Sea Island Cotton - Gossypium barbadense
Sea Island Cotton has been grown in the Caribbean since the 15th century, before the arrival of Europeans to the ‘New World.’ Sea Island Cotton’s origins can be traced back to being cultivated on the coasts of southwest Ecuador and northwest Peru over 6,000 years ago.
This ancient plant has both medicinal and physical properties in our world and is deeply connected to subsistence farming across the Grenadines. During the pre-emancipation era, around 1829, Bequia boasted nine sugar plantations which constituted between 100 and 1000 acres. This included numerous smallholdings growing mainly crops like indigo and sugar with sea island cotton featuring widely across Bequia and Mustique due to its drought tolerant capacity. While many might think that growing and picking cotton is something in our very distant past, it certainly is not. Till the late 1950s, many families across Bequia cultivated and prepared sea island cotton for export. Families and communities across Bequia relied on cotton to supplement their income. Children were often tasked with picking cotton, separating seed from cotton while making sure the fluffy threads were kept white. Seeds were sent to be ginned at the cotton ginnery in Kingstown.
Traditional uses of the sea island cotton are incredible and limitless. The leaves are used to treat high blood pressure, abdominal cramps, and menstrual problems. Seeds are used to ease diarrhoea and thrush. The root can be used as an abortifacient (abortion inducing) and to induce vomiting. An infusion of the root bark is used to treat difficult or irregular menstruation as it increases the flow of blood. The bark of the stem is used in preparation to strengthen the womb. Leaves of the red variety of Sea Island Cotton are used for treating the difficult delivery of afterbirth or placenta.
This powerful unassuming medicine does not stop there. An extract from the flowers can be used to treat ear inflammation and gossypol, which is an extract from the cotton, is used clinically as a male contraceptive.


ABOUT THIS TASK: How many lines in the material contain the string "development"? Only the number is wanted.

GIVEN ENTRIES:
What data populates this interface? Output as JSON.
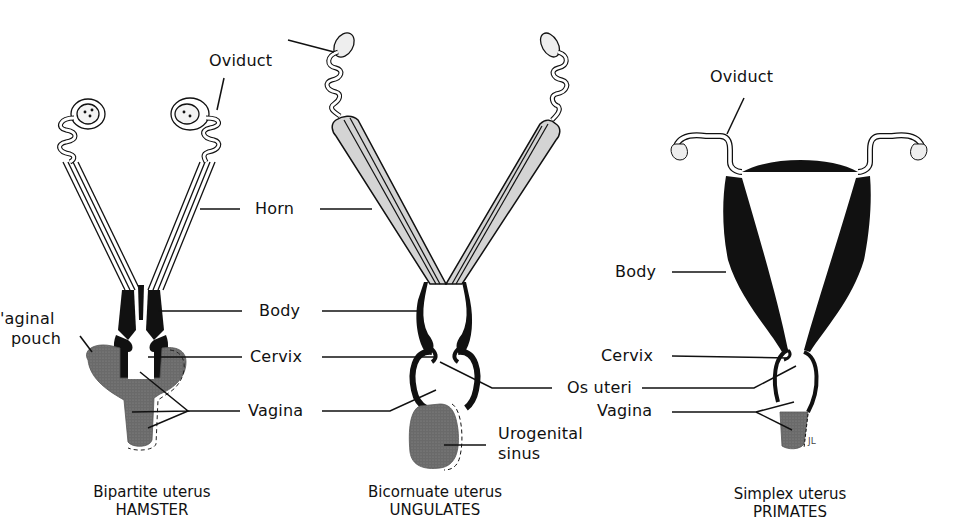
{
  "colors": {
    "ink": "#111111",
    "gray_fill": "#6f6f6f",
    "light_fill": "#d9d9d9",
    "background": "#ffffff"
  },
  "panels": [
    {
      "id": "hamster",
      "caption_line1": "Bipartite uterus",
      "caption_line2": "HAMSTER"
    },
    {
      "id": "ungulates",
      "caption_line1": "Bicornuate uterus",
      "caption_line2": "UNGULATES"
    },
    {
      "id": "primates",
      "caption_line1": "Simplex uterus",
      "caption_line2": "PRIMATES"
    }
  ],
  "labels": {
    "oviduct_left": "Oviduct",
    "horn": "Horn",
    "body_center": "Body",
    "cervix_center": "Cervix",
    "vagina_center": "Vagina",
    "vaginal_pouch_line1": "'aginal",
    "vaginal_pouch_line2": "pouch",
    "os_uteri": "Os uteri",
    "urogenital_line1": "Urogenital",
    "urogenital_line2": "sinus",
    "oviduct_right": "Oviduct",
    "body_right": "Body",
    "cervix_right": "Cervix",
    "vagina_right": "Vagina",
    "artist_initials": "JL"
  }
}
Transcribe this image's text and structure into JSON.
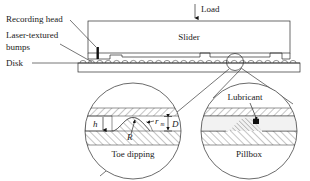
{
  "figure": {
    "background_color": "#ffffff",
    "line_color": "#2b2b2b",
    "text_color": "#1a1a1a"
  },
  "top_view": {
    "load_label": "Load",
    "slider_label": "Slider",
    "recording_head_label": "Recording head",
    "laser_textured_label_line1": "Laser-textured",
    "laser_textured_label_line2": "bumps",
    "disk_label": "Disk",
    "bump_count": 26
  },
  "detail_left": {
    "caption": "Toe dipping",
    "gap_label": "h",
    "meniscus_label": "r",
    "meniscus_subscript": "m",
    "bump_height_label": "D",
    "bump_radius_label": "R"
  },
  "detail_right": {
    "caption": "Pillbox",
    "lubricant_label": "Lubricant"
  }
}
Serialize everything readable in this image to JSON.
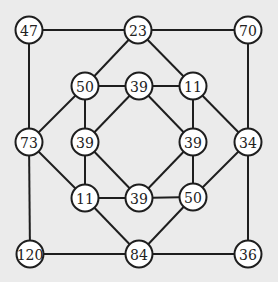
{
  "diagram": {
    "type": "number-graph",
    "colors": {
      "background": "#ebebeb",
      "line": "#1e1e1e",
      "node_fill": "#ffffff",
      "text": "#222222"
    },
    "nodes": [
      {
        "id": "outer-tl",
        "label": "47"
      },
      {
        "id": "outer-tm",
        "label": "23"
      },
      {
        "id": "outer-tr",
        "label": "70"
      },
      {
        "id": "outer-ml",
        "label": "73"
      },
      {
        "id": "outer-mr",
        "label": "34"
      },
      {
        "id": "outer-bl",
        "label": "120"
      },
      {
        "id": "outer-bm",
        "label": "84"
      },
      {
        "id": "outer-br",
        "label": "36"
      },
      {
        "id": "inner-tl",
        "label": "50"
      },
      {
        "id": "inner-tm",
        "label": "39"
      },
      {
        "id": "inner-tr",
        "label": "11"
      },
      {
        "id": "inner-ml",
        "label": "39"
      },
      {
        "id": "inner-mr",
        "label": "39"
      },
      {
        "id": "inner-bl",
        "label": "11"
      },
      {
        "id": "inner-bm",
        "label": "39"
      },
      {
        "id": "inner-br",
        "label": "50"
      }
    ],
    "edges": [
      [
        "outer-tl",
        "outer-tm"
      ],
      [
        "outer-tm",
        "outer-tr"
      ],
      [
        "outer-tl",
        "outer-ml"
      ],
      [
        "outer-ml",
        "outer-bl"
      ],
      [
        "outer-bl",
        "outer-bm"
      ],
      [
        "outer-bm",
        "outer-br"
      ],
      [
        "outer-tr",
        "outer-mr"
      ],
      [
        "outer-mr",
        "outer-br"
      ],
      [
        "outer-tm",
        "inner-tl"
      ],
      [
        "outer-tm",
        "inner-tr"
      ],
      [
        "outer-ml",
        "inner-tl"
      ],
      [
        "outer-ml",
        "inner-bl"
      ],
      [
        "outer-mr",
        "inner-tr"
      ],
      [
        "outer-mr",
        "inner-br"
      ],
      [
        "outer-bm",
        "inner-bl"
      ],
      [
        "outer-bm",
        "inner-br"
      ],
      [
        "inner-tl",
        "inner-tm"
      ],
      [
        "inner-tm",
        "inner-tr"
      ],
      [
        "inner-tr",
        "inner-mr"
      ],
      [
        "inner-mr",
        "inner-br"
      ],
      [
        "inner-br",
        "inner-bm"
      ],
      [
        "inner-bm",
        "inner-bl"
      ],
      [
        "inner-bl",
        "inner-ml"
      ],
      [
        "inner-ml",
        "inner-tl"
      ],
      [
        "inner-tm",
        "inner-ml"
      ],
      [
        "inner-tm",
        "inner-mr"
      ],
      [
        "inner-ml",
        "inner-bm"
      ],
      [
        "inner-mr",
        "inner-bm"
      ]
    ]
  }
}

---

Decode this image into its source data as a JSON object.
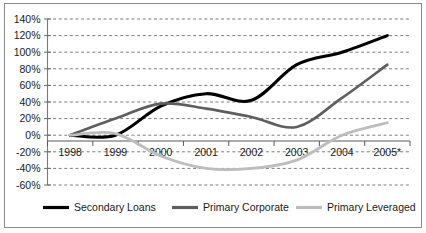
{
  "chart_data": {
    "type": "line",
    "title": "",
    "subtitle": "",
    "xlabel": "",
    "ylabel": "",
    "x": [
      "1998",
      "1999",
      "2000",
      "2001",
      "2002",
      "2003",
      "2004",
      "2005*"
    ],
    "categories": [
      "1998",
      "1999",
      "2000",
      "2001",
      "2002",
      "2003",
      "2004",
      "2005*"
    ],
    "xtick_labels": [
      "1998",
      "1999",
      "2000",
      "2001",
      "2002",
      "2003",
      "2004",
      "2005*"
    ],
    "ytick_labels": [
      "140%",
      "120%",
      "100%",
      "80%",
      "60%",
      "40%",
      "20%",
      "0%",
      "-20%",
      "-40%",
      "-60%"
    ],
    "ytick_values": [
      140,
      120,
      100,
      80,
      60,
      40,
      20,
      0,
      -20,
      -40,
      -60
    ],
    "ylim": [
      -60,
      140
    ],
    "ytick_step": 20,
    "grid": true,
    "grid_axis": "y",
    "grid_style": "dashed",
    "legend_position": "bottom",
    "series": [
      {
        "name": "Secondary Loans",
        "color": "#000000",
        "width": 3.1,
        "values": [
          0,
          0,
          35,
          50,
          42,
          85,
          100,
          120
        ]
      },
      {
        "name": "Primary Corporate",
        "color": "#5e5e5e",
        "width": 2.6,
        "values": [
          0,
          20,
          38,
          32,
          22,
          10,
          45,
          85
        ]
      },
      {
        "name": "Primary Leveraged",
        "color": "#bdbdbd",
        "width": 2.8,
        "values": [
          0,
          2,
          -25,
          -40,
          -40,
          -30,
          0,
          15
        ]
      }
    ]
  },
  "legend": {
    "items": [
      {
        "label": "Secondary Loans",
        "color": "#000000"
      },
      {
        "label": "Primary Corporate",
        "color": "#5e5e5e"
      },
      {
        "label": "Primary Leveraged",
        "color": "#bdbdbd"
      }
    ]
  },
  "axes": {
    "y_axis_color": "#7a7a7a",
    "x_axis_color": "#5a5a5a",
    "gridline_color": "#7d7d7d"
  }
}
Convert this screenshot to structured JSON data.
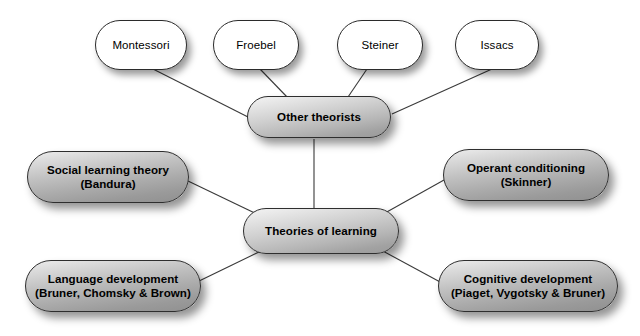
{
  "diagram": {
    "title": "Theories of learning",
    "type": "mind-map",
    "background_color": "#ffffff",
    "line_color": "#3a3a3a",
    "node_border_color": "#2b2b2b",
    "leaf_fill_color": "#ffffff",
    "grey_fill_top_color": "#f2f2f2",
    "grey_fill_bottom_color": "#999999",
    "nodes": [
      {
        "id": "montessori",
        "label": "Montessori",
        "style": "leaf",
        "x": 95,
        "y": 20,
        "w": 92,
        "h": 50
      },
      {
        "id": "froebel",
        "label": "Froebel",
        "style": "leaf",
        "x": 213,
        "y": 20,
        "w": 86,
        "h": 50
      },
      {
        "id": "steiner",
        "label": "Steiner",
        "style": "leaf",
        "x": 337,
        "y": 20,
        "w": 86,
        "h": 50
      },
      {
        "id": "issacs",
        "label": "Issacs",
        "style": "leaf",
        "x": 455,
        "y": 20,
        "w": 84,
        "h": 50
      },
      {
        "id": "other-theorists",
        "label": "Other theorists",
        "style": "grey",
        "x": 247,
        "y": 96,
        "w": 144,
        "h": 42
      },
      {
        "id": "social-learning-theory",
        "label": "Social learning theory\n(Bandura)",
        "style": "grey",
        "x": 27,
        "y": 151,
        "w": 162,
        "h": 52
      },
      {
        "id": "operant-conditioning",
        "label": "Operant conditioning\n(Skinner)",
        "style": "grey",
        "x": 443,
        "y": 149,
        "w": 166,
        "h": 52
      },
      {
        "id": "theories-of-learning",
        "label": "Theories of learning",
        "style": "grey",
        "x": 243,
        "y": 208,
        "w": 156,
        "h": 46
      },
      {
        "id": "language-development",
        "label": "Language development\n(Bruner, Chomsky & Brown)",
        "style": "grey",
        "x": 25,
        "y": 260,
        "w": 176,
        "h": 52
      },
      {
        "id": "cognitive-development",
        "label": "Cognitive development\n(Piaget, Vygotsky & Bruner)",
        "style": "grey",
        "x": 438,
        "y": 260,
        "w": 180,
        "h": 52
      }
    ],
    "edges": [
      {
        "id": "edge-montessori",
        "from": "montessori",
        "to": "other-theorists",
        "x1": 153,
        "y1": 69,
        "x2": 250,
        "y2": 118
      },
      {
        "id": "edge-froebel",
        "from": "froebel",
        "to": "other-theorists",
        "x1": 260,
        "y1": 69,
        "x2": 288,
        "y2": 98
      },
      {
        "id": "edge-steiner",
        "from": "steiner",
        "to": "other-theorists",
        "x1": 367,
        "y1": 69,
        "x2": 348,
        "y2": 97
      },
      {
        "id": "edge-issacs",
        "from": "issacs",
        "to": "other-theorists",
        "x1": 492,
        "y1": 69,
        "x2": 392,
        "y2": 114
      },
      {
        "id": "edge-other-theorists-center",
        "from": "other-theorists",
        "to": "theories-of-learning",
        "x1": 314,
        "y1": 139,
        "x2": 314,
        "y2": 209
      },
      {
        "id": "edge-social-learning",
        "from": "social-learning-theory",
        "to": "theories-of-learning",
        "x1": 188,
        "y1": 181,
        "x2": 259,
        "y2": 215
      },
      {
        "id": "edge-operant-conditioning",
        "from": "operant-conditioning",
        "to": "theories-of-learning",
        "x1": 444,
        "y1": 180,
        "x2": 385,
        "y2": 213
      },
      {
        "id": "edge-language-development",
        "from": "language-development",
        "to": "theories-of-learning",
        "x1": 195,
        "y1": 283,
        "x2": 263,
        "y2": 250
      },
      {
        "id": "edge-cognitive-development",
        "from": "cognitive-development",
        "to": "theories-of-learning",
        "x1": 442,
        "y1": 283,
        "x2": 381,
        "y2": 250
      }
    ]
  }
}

EXERCISE ANSWER: 8